• What needs to be done:
Pictures stay out of the copy. Retype exactly, and only, the lines from the one containing "Identify the location" through the end of the listing below.

• Available data:
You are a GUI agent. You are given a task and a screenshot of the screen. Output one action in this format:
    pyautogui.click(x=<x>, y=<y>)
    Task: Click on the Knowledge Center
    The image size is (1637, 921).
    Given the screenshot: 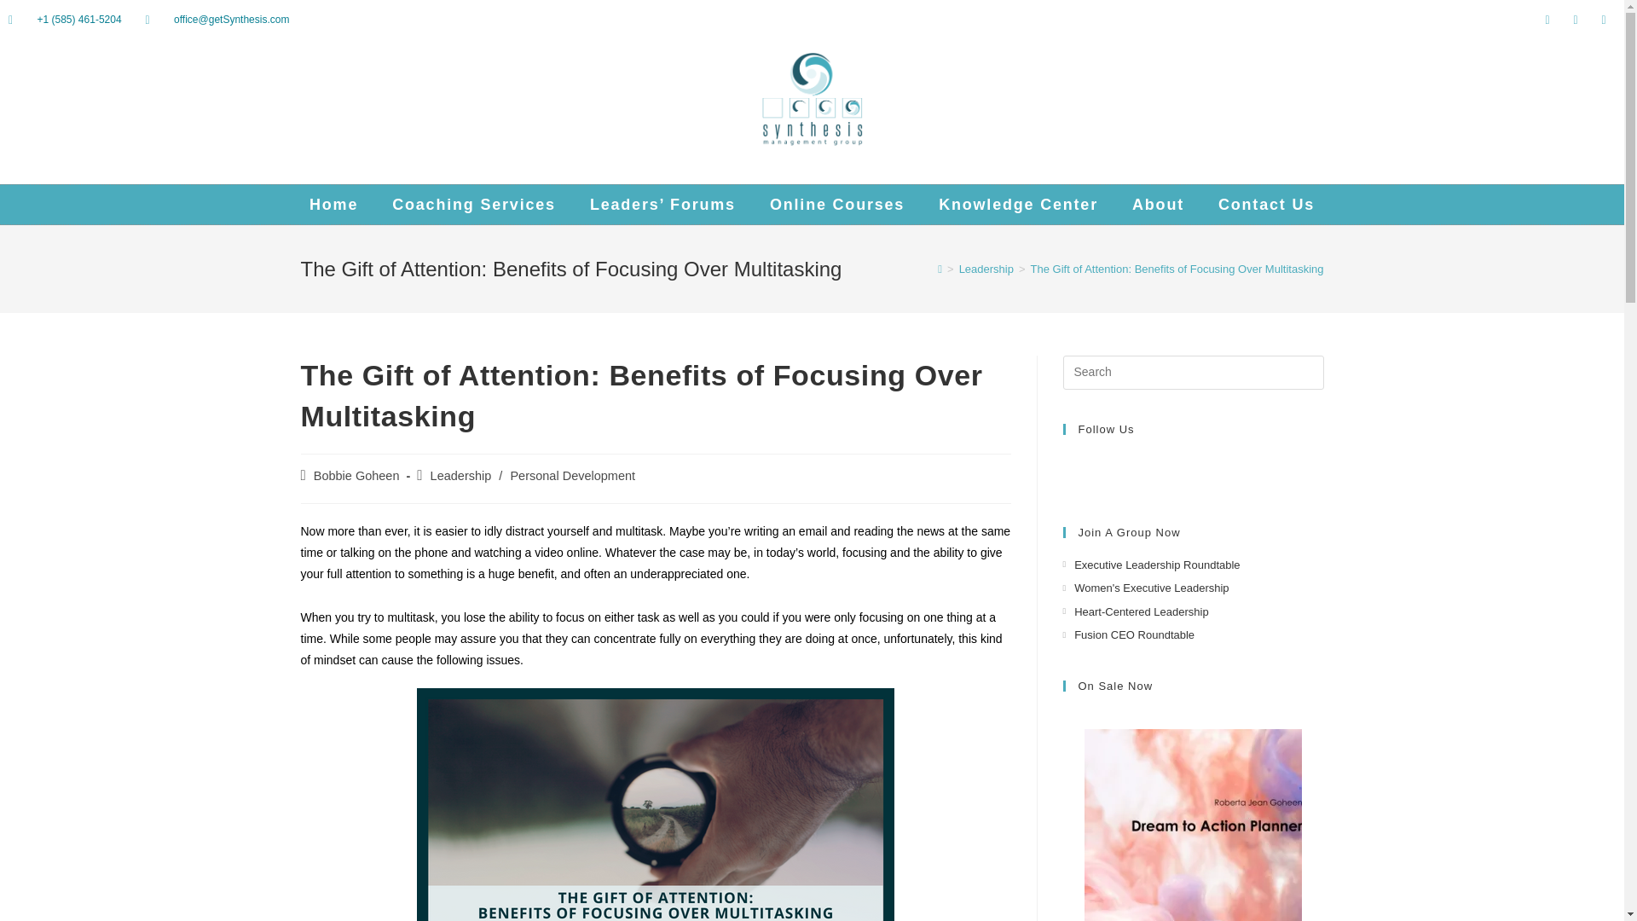 What is the action you would take?
    pyautogui.click(x=1018, y=205)
    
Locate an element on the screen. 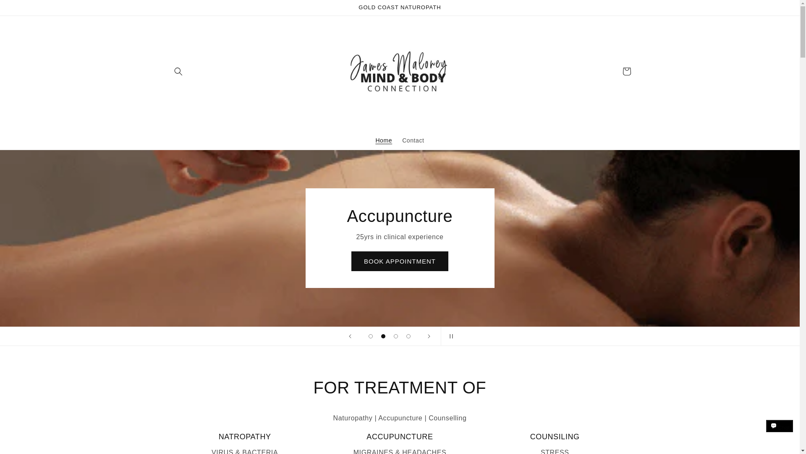 This screenshot has height=454, width=806. Home is located at coordinates (384, 140).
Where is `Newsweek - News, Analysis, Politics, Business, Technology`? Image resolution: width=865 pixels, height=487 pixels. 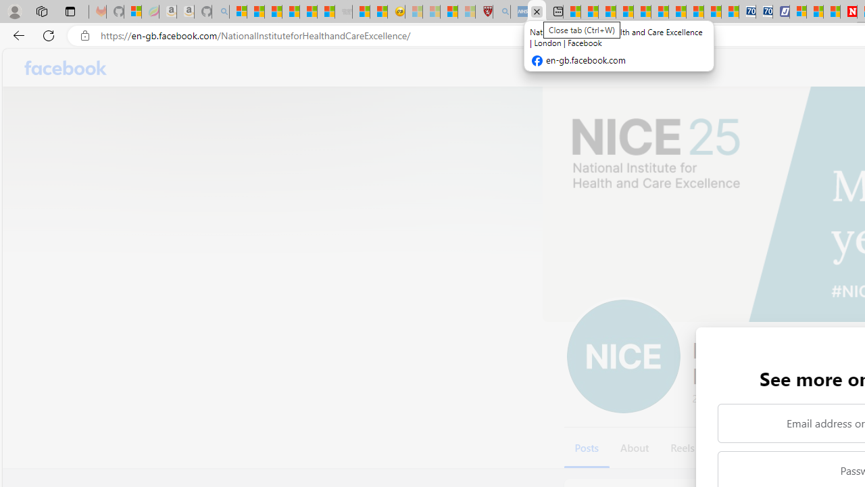
Newsweek - News, Analysis, Politics, Business, Technology is located at coordinates (849, 12).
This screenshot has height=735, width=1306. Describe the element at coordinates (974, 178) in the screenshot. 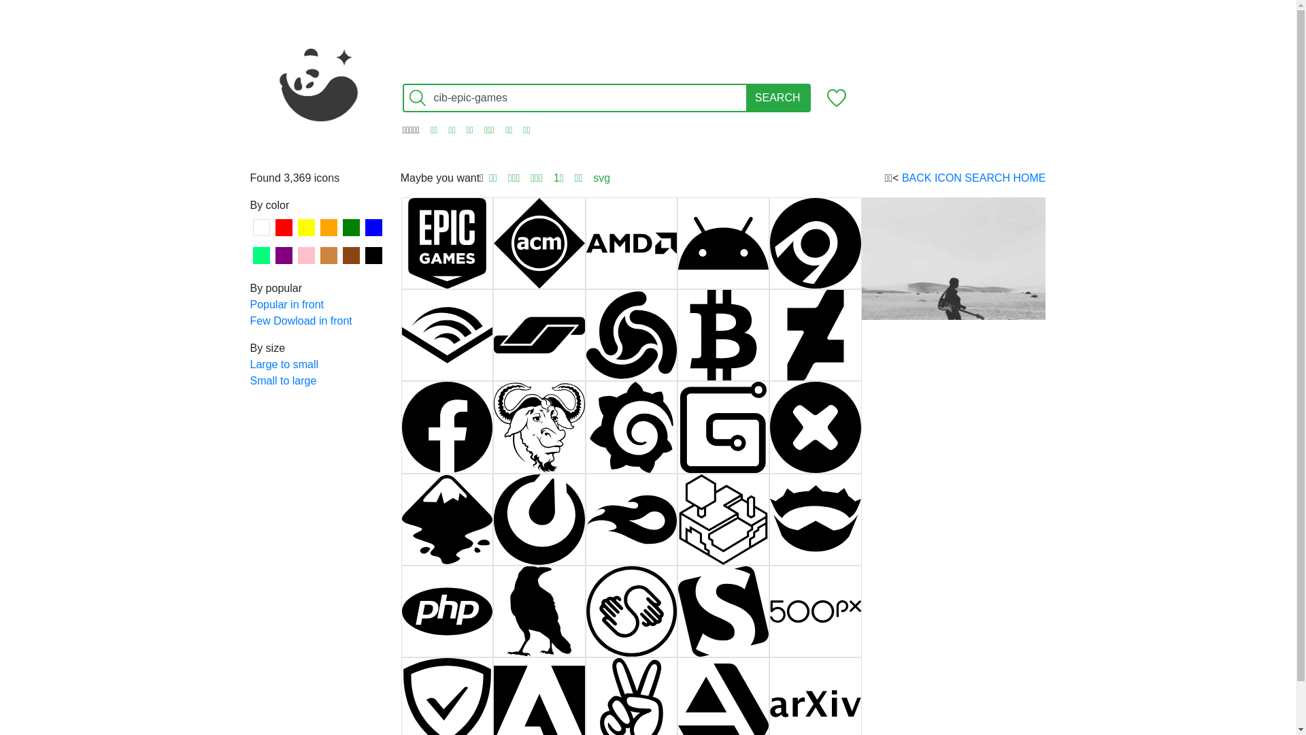

I see `BACK ICON SEARCH HOME` at that location.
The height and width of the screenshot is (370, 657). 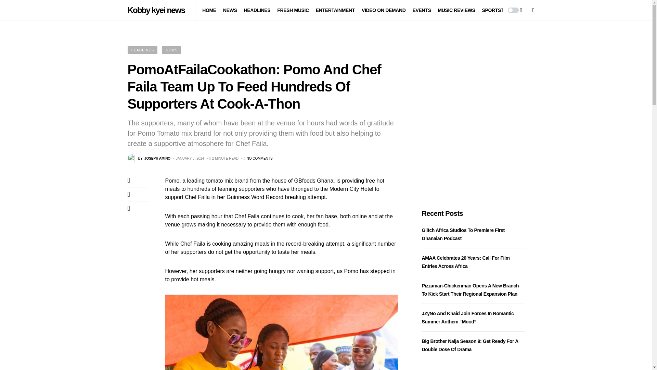 I want to click on ENTERTAINMENT, so click(x=335, y=10).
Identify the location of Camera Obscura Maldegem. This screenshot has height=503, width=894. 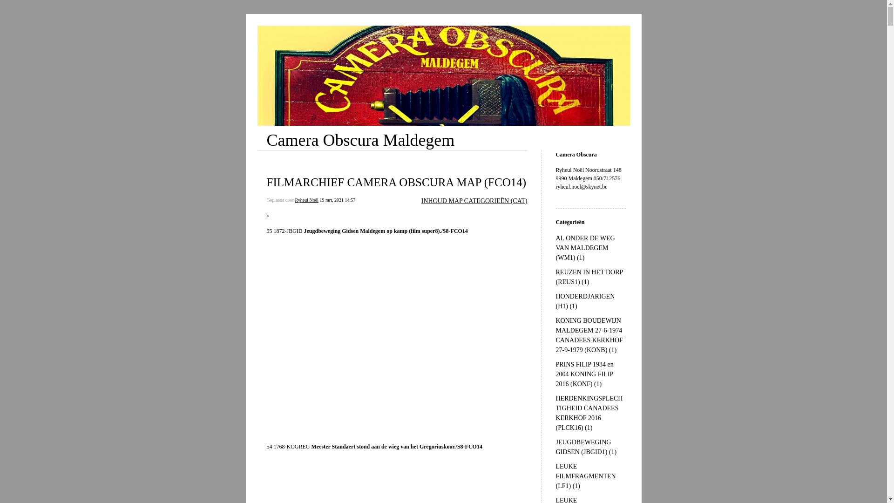
(360, 140).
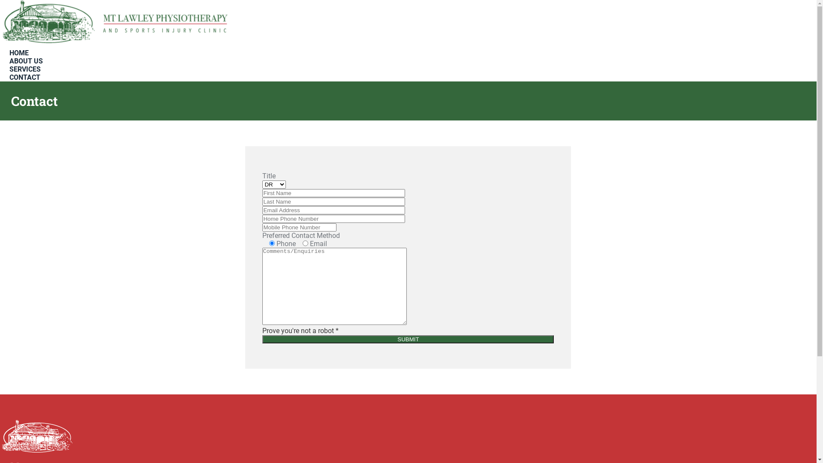 Image resolution: width=823 pixels, height=463 pixels. Describe the element at coordinates (19, 53) in the screenshot. I see `HOME` at that location.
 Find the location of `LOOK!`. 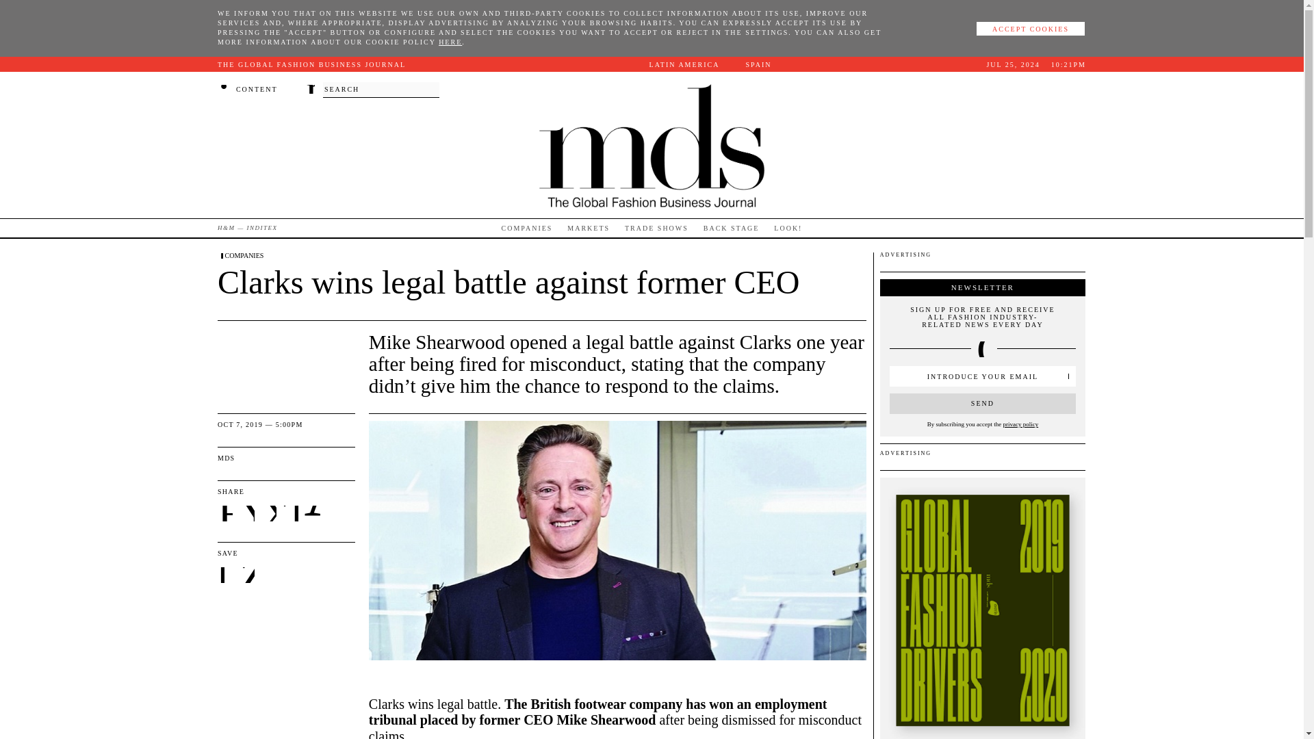

LOOK! is located at coordinates (787, 227).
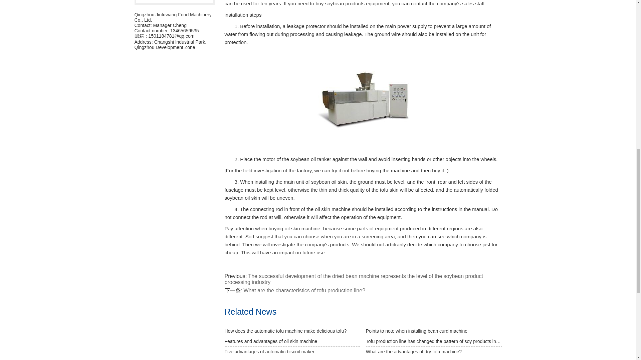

• Output below:
Identify the location of Camera Obscura Maldegem. This screenshot has height=503, width=894. 
(360, 140).
 Image resolution: width=823 pixels, height=463 pixels. Describe the element at coordinates (19, 53) in the screenshot. I see `HOME` at that location.
 Find the location of `LOOK!`. 

LOOK! is located at coordinates (787, 227).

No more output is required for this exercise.